BOUNTIFUL — A book scheduled for release in February is planning to include the Renaissance Towne Centre project as one of 15 new urbanism projects across the nation that give much-needed revitalization to traditional suburban malls.
Construction on the project, however, has yet to begin.
"Sounds like it's a little premature, doesn't it?" Bountiful City Manager Tom Hardy said, adding, "We hope it will be a great new urbanism success story."
Financing has been the biggest stumbling block for the project, which has already received preliminary approvals from the Planning Commission and City Council, Hardy said.
One reason he thinks financial backing may be so hard to come by is because the center is a different kind of concept, and it is sometimes difficult for the financing community to catch the vision of mixed-use projects.
"It's not like a Costco. Those are slam-dunk projects," he said.
Residents and city leaders are still hopeful that plans to build a mixed-use walkable center in place of the old Five Points Mall, which is currently less than 40 percent occupied, will come to fruition even though little has happened since developers announced the project in March 2000.
"They are still working on it. They are actively pursuing it," Hardy said. "They are hopefully in the final stages of financing for the sports mall and offices."
The book is a product of San Francisco-based Congress for the New Urbanism, which promotes the converting of suburban retail centers that have declined and could use significant redevelopment into mixed-use centers that will be of value to the community.
"Renaissance Towne Centre got on the list because it was a regional mall being developed as a mixed-use project. . . . Not all of the ones on the list are built," said Steven Bodzin, communications director for CNU.
The book, "Grayfields No More: Failing Malls Become Thriving Neighborhoods," is expected to come out in about February, Bodzin said. He says he realizes many projects like Bountiful's have to jump through a lot of hoops before construction begins, and the fact it has received some preliminary approvals gives him reason to believe it is still on track and should still be a part of the book.
Developer Bruce Broadhead says he is still very optimistic the project will happen and says it is significant that the project has already received recognition even though it hasn't yet been built.
"Conceptually . . . it is a cutting-edge project," he said. "It has already been picked up on the radar screen and it will continue to be picked up on the radar screen nationally."
Broadhead compares the project to The Gateway in downtown Salt Lake City and says it will serve as a gathering place for South Davis County.
In the next 60 days, Hardy says, he hopes developers will have financial backing in place to start construction on the sports complex and office center.
Since last spring, the city has been eagerly anticipating the project as a way to give the slipping local sales-tax revenue a shot in the arm. The center would serve as a place where residents could work, shop, eat and recreate close to home instead of driving north or south to another city.
"We believe the project is absolutely needed," Hardy said.
Not only do the city's upper-middle class residents have few shopping options in town, but the incentive to stay out of Salt Lake City is now heightened following recent comments made by Salt Lake City Mayor Rocky Anderson concerning Davis County residents and the planned Legacy Highway.
"People have called me . . . and said if the mayor's going to call us no-good and trash . . . and the only way we are going to come into his city is on his terms, then forget him," Hardy said.
Some Davis County entities, including the Clearfield City Council and Davis Chamber of Commerce, are urging residents to boycott shopping in Salt Lake City.
Although the Bountiful project is taking longer than city officials would have liked, Hardy says they have actually done what they can to get preliminary plans approved by the Planning Commission and City Council so when financing does come through, the project can get started right away. In the meantime, residents constantly ask when the new center will be done, and city leaders are "impatiently waiting for something to happen," Hardy says.
Hardy says he expects the Renaissance Towne Centre not only to become a reality but to be successful.
"We hope to become the poster child for new urbanism."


YOUR GOAL:
Should any entry seem unclear, still set it down exactly as given, along with all the others.

# # #

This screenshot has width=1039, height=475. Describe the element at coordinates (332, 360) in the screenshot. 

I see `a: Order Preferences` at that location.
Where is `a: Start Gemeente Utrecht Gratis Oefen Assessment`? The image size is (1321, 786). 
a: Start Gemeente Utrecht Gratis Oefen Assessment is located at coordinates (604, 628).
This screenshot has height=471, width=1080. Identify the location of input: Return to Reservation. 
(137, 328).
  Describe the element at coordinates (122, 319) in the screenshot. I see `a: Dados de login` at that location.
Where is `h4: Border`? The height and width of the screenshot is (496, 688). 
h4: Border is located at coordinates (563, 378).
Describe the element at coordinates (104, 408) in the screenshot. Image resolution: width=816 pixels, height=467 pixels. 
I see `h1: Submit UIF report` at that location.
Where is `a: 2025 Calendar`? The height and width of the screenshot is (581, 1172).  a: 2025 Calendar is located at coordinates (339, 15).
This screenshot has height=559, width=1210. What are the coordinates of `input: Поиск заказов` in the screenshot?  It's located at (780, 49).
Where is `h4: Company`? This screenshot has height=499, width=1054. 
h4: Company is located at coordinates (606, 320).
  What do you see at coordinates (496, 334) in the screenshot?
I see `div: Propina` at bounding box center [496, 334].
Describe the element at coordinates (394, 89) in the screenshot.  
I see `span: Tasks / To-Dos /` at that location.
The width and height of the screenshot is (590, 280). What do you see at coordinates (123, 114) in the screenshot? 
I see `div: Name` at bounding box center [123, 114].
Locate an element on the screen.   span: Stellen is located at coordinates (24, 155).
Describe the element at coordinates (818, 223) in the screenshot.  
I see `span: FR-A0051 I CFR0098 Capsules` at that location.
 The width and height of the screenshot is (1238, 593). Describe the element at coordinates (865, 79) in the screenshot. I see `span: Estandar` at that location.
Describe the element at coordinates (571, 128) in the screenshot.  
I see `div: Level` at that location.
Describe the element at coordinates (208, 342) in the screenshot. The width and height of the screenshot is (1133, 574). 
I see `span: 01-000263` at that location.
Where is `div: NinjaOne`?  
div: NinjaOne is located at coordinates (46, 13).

# # #

FINISHED TASK:
This screenshot has width=1039, height=475. Describe the element at coordinates (332, 360) in the screenshot. 

I see `a: Order Preferences` at that location.
Where is `a: Start Gemeente Utrecht Gratis Oefen Assessment`? The image size is (1321, 786). 
a: Start Gemeente Utrecht Gratis Oefen Assessment is located at coordinates (604, 628).
This screenshot has height=471, width=1080. Identify the location of input: Return to Reservation. 
(137, 328).
  Describe the element at coordinates (122, 319) in the screenshot. I see `a: Dados de login` at that location.
Where is `h4: Border`? The height and width of the screenshot is (496, 688). 
h4: Border is located at coordinates (563, 378).
Describe the element at coordinates (104, 408) in the screenshot. Image resolution: width=816 pixels, height=467 pixels. 
I see `h1: Submit UIF report` at that location.
Where is `a: 2025 Calendar`? The height and width of the screenshot is (581, 1172).  a: 2025 Calendar is located at coordinates (339, 15).
This screenshot has height=559, width=1210. What are the coordinates of `input: Поиск заказов` in the screenshot?  It's located at (780, 49).
Where is `h4: Company`? This screenshot has height=499, width=1054. 
h4: Company is located at coordinates (606, 320).
  What do you see at coordinates (496, 334) in the screenshot?
I see `div: Propina` at bounding box center [496, 334].
Describe the element at coordinates (394, 89) in the screenshot.  
I see `span: Tasks / To-Dos /` at that location.
The width and height of the screenshot is (590, 280). What do you see at coordinates (123, 114) in the screenshot? 
I see `div: Name` at bounding box center [123, 114].
Locate an element on the screen.   span: Stellen is located at coordinates (24, 155).
Describe the element at coordinates (818, 223) in the screenshot.  
I see `span: FR-A0051 I CFR0098 Capsules` at that location.
 The width and height of the screenshot is (1238, 593). Describe the element at coordinates (865, 79) in the screenshot. I see `span: Estandar` at that location.
Describe the element at coordinates (571, 128) in the screenshot.  
I see `div: Level` at that location.
Describe the element at coordinates (208, 342) in the screenshot. The width and height of the screenshot is (1133, 574). 
I see `span: 01-000263` at that location.
Where is `div: NinjaOne`?  
div: NinjaOne is located at coordinates (46, 13).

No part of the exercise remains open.